What are the consequences of violating Section 43e BRAO?
Violations of Section 43e BRAO can result in professional disciplinary consequences: a reprimand, warning, fine, or further measures by the relevant Rechtsanwaltskammer under §§ 113 ff. BRAO. Civil liability claims from affected clients are also possible. Where a provider discloses mandate secrets because the required §203 StGB obligation was absent from the contract, that disclosure has criminal law relevance for both the firm and the provider.
Does a GDPR DPA satisfy Section 43e BRAO requirements?
No. A DPA under Art. 28 GDPR addresses data protection law but does not contain a §203 StGB warning or the professional-conduct-specific purpose limitation required by Section 43e BRAO. Both instruments must be in place.

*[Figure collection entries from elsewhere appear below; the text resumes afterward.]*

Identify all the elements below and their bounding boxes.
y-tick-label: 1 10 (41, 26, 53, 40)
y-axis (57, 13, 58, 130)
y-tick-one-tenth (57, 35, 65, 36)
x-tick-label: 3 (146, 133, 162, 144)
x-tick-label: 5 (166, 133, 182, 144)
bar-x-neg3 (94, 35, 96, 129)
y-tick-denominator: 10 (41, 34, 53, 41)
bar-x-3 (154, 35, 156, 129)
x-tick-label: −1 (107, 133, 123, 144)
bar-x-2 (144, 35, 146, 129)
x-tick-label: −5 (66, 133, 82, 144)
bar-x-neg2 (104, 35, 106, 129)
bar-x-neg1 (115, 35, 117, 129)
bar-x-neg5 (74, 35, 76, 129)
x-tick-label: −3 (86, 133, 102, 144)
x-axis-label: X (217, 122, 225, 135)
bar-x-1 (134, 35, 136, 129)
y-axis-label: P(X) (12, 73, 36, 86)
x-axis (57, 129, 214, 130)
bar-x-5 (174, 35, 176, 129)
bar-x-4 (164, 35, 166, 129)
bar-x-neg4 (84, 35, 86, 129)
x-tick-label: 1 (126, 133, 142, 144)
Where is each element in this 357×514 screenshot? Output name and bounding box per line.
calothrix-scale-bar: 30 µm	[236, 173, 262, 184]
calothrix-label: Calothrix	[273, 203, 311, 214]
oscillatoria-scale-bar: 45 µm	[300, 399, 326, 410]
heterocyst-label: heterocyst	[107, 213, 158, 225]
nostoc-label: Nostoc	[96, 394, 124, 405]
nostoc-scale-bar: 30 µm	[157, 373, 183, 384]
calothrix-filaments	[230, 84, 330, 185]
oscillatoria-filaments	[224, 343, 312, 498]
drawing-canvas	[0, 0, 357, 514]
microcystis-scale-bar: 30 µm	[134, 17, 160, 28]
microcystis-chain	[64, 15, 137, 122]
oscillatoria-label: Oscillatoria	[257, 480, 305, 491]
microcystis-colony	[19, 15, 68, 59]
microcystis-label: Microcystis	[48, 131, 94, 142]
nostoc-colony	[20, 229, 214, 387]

A DPA-only contract structure does not fulfil the professional conduct requirements under BRAO — the Section 43e BRAO clause must be a distinct contractual element.
Does Section 43e BRAO cover cloud services and AI APIs?
Yes. Section 43e(1) BRAO expressly refers to “information processing systems” — a formulation that covers AI APIs, cloud platforms, legal analytics tools, and external document management systems. Any external service that processes mandate-related information falls within the scope of the provision, regardless of how the provider’s contract characterises the relationship.
Next Step
Compound Law advises law firms and in-house legal departments on Section 43e BRAO-compliant AI tool deployment — from contract negotiation with AI vendors to professional conduct analysis, GDPR structuring, and EU AI Act readiness. If your firm is planning an AI rollout or wants to audit an existing deployment, a structured compliance review is the right starting point.
This article provides general legal information only and does not constitute legal advice. For guidance on your specific situation, please consult a qualified lawyer.